Skilllibrary manager-hierarchy-design
install
source · Clone the upstream repo
git clone https://github.com/merceralex397-collab/skilllibrary
Claude Code · Install into ~/.claude/skills/
T=$(mktemp -d) && git clone --depth=1 https://github.com/merceralex397-collab/skilllibrary "$T" && mkdir -p ~/.claude/skills && cp -r "$T/05-agentic-orchestration-and-autonomy/manager-hierarchy-design" ~/.claude/skills/merceralex397-collab-skilllibrary-manager-hierarchy-design && rm -rf "$T"
manifest:
05-agentic-orchestration-and-autonomy/manager-hierarchy-design/SKILL.mdsource content
Purpose
Design the organizational structure of a multi-agent system: how many manager layers exist, which agents are managers vs workers, what each manager controls, and how results flow back up the hierarchy — ensuring no manager is overloaded and no worker is unsupervised.
When to use
- A task requires 4+ agents working in parallel or in sequence.
- An existing flat agent pool is dropping tasks or producing conflicting outputs.
- The user asks to "structure the team", "add a manager layer", or "split up delegation".
- A workflow audit reveals that a single orchestrator is bottlenecked on too many direct reports.
- Planning a new multi-agent project and need to decide on hierarchy before execution begins.
Do NOT use when
- Only 1-3 agents are involved (flat coordination is fine).
- The hierarchy already exists and the task is to execute within it (use the delegation skill).
- The problem is debugging agent failures, not organizational design (use
).multi-agent-debugging - The task is about runtime safety of parallel work (use
).parallel-lane-safety
Operating procedure
- Inventory the workload. List every distinct task, subtask, or responsibility that needs
an agent. Output a table:
.| Task ID | Description | Estimated Complexity | Dependencies | - Identify natural clusters. Group tasks by shared domain, shared files, or sequential dependency. Run a dependency analysis: draw edges between tasks that share inputs/outputs.
- Apply span-of-control limits. Set the maximum direct reports per manager to 5 (default). If a cluster has more than 5 tasks, split it into sub-clusters with a section lead.

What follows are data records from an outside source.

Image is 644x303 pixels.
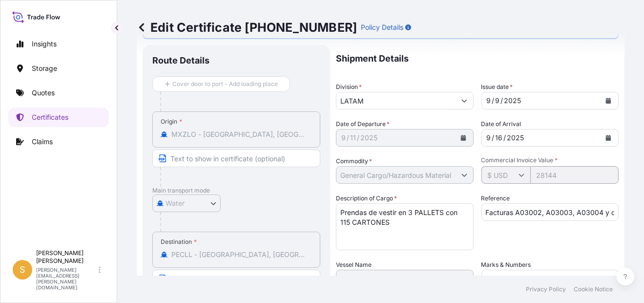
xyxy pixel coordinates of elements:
div: year, [503,95,523,106]
div: year, [506,132,525,144]
input: Destination [171,249,308,259]
input: Type to search commodity [337,166,455,184]
span: Water [166,198,185,208]
p: Quotes [32,88,55,98]
span: Cover door to port - Add loading place [172,79,278,89]
span: Commercial Invoice Value [482,156,619,164]
p: Shipment Details [336,45,618,72]
a: Insights [8,34,109,54]
div: / [357,132,360,144]
label: Marks & Numbers [482,259,531,269]
label: Division [336,82,362,92]
label: Commodity [336,156,372,166]
p: [PERSON_NAME] [PERSON_NAME] [36,249,96,264]
div: / [501,95,503,106]
p: Claims [32,137,53,146]
div: / [504,132,506,144]
span: Date of Departure [336,119,390,129]
span: Date of Arrival [482,119,521,129]
button: Calendar [600,93,616,108]
input: Enter booking reference [482,203,619,221]
div: month, [486,95,492,106]
button: Cover door to port - Add loading place [152,76,290,92]
input: Text to appear on certificate [152,149,320,167]
span: S [19,264,26,274]
button: Calendar [455,130,471,146]
a: Quotes [8,83,109,103]
label: Description of Cargo [336,193,397,203]
button: Calendar [600,130,616,146]
div: day, [495,132,504,144]
input: Enter amount [530,166,619,184]
button: Show suggestions [455,166,473,184]
div: month, [486,132,492,144]
p: Route Details [152,55,210,67]
p: Edit Certificate [PHONE_NUMBER] [137,19,357,35]
input: Origin [171,129,308,139]
div: day, [349,132,357,144]
span: Issue date [482,82,513,92]
button: Show suggestions [455,92,473,110]
div: month, [340,132,347,144]
a: Privacy Policy [526,285,566,293]
p: Main transport mode [152,187,320,194]
p: Policy Details [361,22,403,32]
div: day, [495,95,501,106]
p: Storage [32,63,57,73]
div: / [492,132,495,144]
a: Cookie Notice [574,285,613,293]
div: Origin [161,118,182,126]
input: Text to appear on certificate [152,269,320,287]
p: Certificates [32,112,68,122]
button: Select transport [152,194,221,212]
a: Claims [8,132,109,151]
div: / [492,95,495,106]
p: Insights [32,39,57,49]
label: Vessel Name [336,259,371,269]
input: Type to search division [337,92,455,110]
a: Storage [8,58,109,78]
textarea: Prendas de vestir en 3 PALLETS con 115 CARTONES [336,203,474,250]
label: Reference [482,193,510,203]
a: Certificates [8,108,109,127]
div: Destination [161,238,197,246]
div: / [347,132,349,144]
p: [PERSON_NAME][EMAIL_ADDRESS][PERSON_NAME][DOMAIN_NAME] [36,266,96,290]
div: year, [360,132,378,144]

- Determine hierarchy depth. Count the layers needed. Enforce a maximum depth of 3 (orchestrator → manager → worker). If the workload requires more, flatten by combining similar tasks rather than adding a 4th layer.
- Assign roles. For each node in the hierarchy, write a role card:
.| Agent Role | Responsibilities | Direct Reports | Reports To | Write Scope | - Define communication topology. Specify for each manager-worker pair:
- How the worker reports completion (artifact handoff vs status message).
- What triggers the manager to intervene (timeout, error, or quality gate failure).
- Whether siblings can communicate directly or must route through the manager.
- Define result aggregation. For each manager, specify how it combines worker outputs: merge files, concatenate reports, run a synthesis prompt, or pick-best.
- Validate the design. Check: no orphan tasks, no worker with 2 managers, no manager with 0 reports, every task reachable from the root orchestrator.
- Output the hierarchy diagram. Render as an indented text tree or Mermaid graph block.
Decision rules
- Prefer flat over deep: add a manager layer only when span-of-control would exceed 5.
- Every manager must have at least 2 direct reports; a manager with 1 report should be collapsed.
- Workers never delegate to other workers; only managers delegate.
- Sibling-to-sibling communication is allowed only for read-only data sharing, never write coordination.
- If two clusters share more than 50% of their file write scopes, merge them under one manager.
Output requirements
- Hierarchy Diagram — text tree or Mermaid graph showing all agents and reporting lines.
- Role Cards Table — one row per agent with role, responsibilities, reports-to, write scope.
- Communication Rules — how each pair interacts (async artifact, sync handoff, broadcast).
- Aggregation Strategy — per manager, how worker outputs are combined.
- Validation Checklist — confirmation that all constraints pass.
References
— contract templates for manager-worker delegation.references/delegate-contracts.md
— checkpoint requirements at each hierarchy level.references/checkpoint-rules.md
— escalation paths when a manager detects worker failure.references/failure-escalation.md
Related skills
— for breaking a goal into the task list that feeds hierarchy design.goal-decomposition
— for ensuring workers in different lanes don't collide.parallel-lane-safety
— for when "multiple perspectives" replaces "multiple workers".panel-of-experts
— for monitoring the health of managers and workers during execution.long-run-watchdog
Failure handling
- If the workload inventory is incomplete, pause and request the missing task definitions before designing.
- If span-of-control cannot be maintained without exceeding depth 3, document the trade-off explicitly and choose the lesser violation with justification.
- If role assignments create circular dependencies, break the cycle by elevating one task to a higher manager level.
- If the user overrides a constraint (e.g., "I want 10 direct reports"), comply but log a warning about expected coordination overhead.